Deploy the following AWS SAM templates in order:

To build and deploy the code, run:

sam build --template <TemplateName>.yaml
sam deploy --guided

Configuring a tracker

Amazon Location Trackers send device location updates that provide data to retrieve current and historical locations for devices.

Using Amazon Location Trackers and Amazon Location Geofences together, you can automatically evaluate the location updates from your IoT devices against your geofences to generate the geofence events. Actions could be taken to generate the alerts based on the areas of interest.

  1. Follow the instructions in the documentation to create the tracker resource from the AWS Management Console. Use this information for the new tracker:
    • Name: Enter a unique name that has a maximum of 100 characters. For example, FlightTracker.
    • Description: Enter an optional description. For example, Tracker for storing device positions.
  2. Configure a Location action to the destination IoT rule that receives messages from the destination IoT topic and publishes them in batches to the configured Tracker device (for example, FlightTracker). The parameters in the JSON data that is returned to the Location action can also be configured via substitution templates.

Geofence collection

Geofences contain points and vertices that form a closed boundary, which defines an area of interest. For example, flight origin and destination details. You can use tools, such as GeoJSON.io, to draw geofences and save the output as a GeoJSON file. Follow the instructions in the documentation to create the GeoJSON file and link it to the geofence collection.

  1. Create the geofence collection with a GeoJSON file and link it to the tracker you just created.
  2. Link the tracker to the geofence by following these instructions and start tracking the device’s location updates. You can link them together so that you automatically evaluate location updates against all your geofences. You can evaluate device positions against geofences on demand as well.

When device positions are evaluated against geofences, they generate events. For example, when a plane enters or exits a location specified in the geofence.
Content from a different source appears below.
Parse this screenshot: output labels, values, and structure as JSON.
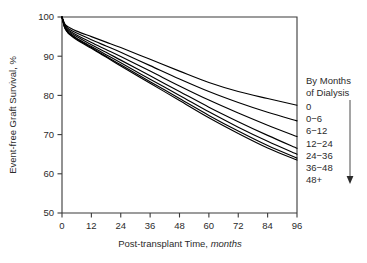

You can configure EventBridge with rules to react to these events. You can set up SNS to notify your clients when a specific tracker device location changes. Follow the instructions in the documentation on how to set up EventBridge rules to integrate with Amazon Location Service events.

Testing the solution

You can test the first part of the solution by sending an IoT message with location details in the JSON format from the source account and verify that the message arrives at the destination account SQS queue. Detailed instructions to publish a test message from the source account that includes location information (latitude and longitude) can be found here.

Messages from the destination account SQS queue are published to the Amazon Location Service Tracker. When the location in the test message matches the criteria provided in the geofence, Amazon Location Service generates an event. EventBridge has a rule configured that gets matched when an Amazon Location tracker event arrives, and the rule target is an SNS topic that sends an email or text message to the client.

Cleaning up

To avoid incurring future charges, delete the CloudFormation stacks, location tracker, and geofence collection created as part of the solution walk-through. Replace the resource identifiers in the following commands with the ID/name of the resources.

  1. Delete the SAM application stack:
    aws cloudformation delete-stack --stack-name <StackName>
    

    Refer to this documentation for further information.

  2. Delete the location tracker:
    aws location delete-tracker --tracker-name <TrackerName>
  3. Delete the geofence collection:
    aws location delete-geofence-collection --collection-name <GeoCollectionName>

Conclusion

This blog post shows how to create a serverless solution for cross account IoT message publishing and tracking device location updates using Amazon Location Service.

It describes the process of how to publish AWS IoT messages across multiple accounts. Integration with the Amazon Location Service shows how to track IoT device location updates and generate alerts, alleviating the need for manual device location tracking.

For more serverless learning resources, visit Serverless Land.